There has been a great deal of tisk-tisking over Trump’s truculently announced desire to punch somebody in the nose.   It does sound very unpresidential, but here again there are some advantages to having been around a while.  The consensus of recent American historians is that Harry Truman is among the ten greatest of our presidents.  The actual calculation of the Wikipedia chart devoted to this sweepstates has him coming in at Number Seven.  I don’t dabble in such pseudo-statistics, but President Truman is certainly high on my personal life-time list, coming in just after Franklin Roosevelt, whose unfinished term he inherited.  The President’s daughter Margaret was an amateur singer with professional aspirations.  Paul Hume, the music critic at the Washington Post, wrote an unflattering review of one of her concerts, which took place in December, 1950.  There was a certain amount happening just about then.  The President had declared a state of emergency against “Communist imperialism”.  Dwight Eisenhower assumed the supreme command of NATO forces.  The Dalai Lama had to flee Tibet in the face of an invading Chinese army.  Nonetheless the President of the United States took the time to write a threatening letter, on White House stationery, to the music critic who had panned his little girl.
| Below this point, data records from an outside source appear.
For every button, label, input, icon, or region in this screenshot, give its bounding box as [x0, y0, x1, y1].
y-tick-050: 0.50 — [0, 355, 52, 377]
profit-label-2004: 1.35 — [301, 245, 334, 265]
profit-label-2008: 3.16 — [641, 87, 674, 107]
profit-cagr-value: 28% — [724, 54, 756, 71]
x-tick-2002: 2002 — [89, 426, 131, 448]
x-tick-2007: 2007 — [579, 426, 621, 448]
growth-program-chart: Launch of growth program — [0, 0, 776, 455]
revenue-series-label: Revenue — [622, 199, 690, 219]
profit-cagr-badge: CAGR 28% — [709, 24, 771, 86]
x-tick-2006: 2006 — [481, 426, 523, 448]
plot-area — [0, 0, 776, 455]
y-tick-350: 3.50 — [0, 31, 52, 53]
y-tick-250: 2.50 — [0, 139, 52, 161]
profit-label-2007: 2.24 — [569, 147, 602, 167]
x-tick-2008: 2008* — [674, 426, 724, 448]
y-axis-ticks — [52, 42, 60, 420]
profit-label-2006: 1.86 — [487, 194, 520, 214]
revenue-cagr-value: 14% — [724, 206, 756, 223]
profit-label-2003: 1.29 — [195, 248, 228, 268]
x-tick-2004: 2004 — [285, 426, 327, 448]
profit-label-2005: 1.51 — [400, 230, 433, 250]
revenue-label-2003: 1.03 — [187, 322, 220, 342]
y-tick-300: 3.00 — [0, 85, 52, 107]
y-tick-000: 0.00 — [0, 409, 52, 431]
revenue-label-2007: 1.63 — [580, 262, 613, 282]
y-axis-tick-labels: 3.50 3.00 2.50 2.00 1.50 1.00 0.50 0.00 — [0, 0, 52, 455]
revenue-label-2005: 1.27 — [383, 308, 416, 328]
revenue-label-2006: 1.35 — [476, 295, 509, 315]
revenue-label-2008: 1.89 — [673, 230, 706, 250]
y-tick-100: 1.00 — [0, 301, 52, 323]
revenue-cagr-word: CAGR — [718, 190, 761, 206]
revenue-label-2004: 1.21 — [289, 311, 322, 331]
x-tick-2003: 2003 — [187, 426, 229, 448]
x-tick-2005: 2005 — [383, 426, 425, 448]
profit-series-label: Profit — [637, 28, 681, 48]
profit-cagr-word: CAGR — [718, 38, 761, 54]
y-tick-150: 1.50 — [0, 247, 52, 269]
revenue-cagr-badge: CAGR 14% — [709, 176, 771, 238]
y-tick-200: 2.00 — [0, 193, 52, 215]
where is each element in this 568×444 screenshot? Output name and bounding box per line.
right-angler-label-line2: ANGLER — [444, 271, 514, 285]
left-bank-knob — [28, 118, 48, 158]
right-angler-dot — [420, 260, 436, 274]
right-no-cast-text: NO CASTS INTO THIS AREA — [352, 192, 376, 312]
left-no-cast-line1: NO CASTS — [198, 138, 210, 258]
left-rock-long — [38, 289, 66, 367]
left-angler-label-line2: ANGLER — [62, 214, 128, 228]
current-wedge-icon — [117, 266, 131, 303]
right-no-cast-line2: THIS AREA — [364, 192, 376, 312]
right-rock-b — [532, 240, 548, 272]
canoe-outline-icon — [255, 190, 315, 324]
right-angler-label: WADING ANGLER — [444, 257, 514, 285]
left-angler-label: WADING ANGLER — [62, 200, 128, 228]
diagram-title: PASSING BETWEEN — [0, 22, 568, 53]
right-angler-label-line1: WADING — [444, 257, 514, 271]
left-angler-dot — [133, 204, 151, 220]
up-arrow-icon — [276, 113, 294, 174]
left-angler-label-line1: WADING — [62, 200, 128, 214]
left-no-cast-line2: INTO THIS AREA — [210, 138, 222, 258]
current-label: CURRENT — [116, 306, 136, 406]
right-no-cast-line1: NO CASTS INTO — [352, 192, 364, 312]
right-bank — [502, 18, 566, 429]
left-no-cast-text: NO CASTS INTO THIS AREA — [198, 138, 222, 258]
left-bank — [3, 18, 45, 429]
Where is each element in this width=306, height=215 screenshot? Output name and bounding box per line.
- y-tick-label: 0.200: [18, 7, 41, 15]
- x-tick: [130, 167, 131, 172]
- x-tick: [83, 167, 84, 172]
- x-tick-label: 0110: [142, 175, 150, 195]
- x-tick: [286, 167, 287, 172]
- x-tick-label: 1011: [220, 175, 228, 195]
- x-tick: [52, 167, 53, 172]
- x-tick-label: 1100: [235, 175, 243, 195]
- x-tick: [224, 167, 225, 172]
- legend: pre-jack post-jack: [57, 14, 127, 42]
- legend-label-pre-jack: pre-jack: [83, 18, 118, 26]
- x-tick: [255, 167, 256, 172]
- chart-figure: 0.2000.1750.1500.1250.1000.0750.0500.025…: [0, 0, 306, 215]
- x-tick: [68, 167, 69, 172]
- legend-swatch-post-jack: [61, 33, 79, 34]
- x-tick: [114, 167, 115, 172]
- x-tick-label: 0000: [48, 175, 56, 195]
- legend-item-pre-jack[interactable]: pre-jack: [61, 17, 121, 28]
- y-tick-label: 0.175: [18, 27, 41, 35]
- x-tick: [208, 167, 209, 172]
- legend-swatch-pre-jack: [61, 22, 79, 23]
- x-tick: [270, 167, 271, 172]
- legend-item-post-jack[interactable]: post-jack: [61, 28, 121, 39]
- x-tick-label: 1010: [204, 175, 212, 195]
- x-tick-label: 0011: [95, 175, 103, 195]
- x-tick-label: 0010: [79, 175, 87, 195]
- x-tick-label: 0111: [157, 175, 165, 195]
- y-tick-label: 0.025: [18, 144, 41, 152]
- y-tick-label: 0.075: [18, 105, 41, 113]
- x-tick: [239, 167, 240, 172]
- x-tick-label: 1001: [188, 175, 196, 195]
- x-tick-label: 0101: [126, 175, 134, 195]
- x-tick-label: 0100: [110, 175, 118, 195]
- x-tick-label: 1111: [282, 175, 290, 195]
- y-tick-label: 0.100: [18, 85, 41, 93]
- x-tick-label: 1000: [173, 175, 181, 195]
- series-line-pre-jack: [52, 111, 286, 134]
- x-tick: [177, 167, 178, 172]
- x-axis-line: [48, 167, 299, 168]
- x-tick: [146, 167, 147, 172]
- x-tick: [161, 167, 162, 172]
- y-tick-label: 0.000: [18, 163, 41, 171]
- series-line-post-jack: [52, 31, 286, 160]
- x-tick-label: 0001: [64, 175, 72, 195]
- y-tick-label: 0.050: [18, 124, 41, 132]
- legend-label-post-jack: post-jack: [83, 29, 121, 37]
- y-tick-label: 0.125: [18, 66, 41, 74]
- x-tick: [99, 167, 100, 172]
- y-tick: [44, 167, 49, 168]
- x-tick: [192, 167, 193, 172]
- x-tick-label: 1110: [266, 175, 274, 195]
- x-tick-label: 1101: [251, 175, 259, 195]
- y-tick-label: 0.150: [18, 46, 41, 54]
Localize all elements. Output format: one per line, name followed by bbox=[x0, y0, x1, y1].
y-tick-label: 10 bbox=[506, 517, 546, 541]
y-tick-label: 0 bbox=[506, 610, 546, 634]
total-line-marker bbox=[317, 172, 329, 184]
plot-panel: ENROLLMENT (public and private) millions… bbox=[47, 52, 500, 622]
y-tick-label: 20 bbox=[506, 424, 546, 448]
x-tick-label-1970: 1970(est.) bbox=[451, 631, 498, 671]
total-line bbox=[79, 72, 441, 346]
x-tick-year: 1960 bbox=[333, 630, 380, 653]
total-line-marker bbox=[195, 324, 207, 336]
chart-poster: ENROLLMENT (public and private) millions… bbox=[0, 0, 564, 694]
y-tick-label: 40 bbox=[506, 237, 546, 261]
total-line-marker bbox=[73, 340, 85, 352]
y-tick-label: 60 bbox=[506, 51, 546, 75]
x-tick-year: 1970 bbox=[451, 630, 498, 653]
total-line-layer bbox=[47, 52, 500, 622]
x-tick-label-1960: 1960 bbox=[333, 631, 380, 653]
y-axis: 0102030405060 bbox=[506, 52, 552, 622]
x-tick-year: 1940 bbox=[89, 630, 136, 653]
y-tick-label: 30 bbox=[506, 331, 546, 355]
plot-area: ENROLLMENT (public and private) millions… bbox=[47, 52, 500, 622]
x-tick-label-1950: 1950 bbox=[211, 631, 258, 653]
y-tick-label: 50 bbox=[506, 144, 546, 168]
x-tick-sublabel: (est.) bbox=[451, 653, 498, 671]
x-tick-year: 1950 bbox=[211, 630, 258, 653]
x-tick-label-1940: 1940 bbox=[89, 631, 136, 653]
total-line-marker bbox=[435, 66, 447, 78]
“I've just read your lousy review of Margaret's concert. I've come to the conclusion that you are an ‘eight ulcer man on four ulcer pay’…” the president began.  “Some day I hope to meet you. When that happens you'll need a new nose, a lot of beefsteak for black eyes, and perhaps a supporter below!” Truman not merely had his finger on the nuclear button; he is the only person in history to have pushed the button.  His threat to beat up a journalist was regarded by some Republicans as pathetic and thin-skinned and by some Democrats as touchingly human.  But so far as I know nobody declared it the end of civilization as we have known it, nor did the editorial board of the New York Times melt into a puddle of ghee. 

Trump has called Bernie Sanders a “Communist”.  It is an index of historical change, I suppose, that this remark now seems ludicrous rather than incendiary.  He might as well have charged him with Monophysitism.  After yesterday's voting Mr. Sanders would appear to me to be practically out; but lexical responsibility need not follow him.  To the degree that he is indeed actually a socialist, which is debatable, he belongs to the distinctly American school of “social democracy” represented by Eugene Debs and Norman Thomas and execrated by real Communists as “social fascism”.  But of course Trump’s own adversaries call him a “Fascist” with equal abandon and equal lack of historical sense.  To refresh yourself on how real Communists and real Fascists conducted their electoral competitions I could recommend some choice pages from Jan Valtin’s Out of the Night in which he offers an eye-witness description of the political campaign of 1932 in Hamburg.  “Early one morning a squad of seven young Nazis were on their way to distribute propaganda to the dockers at the harbor gates.  Johnny Dettmer’s crew sauntered up behind them on Admiralty Street, and shot all seven in the back…On [May 19, 1932] one Nazi had his eyes stabbed out with a screw driver… Fourteen Nazis and Communists were killed on July 31, the day of the new Reichstag election…” etc.  This too will pass.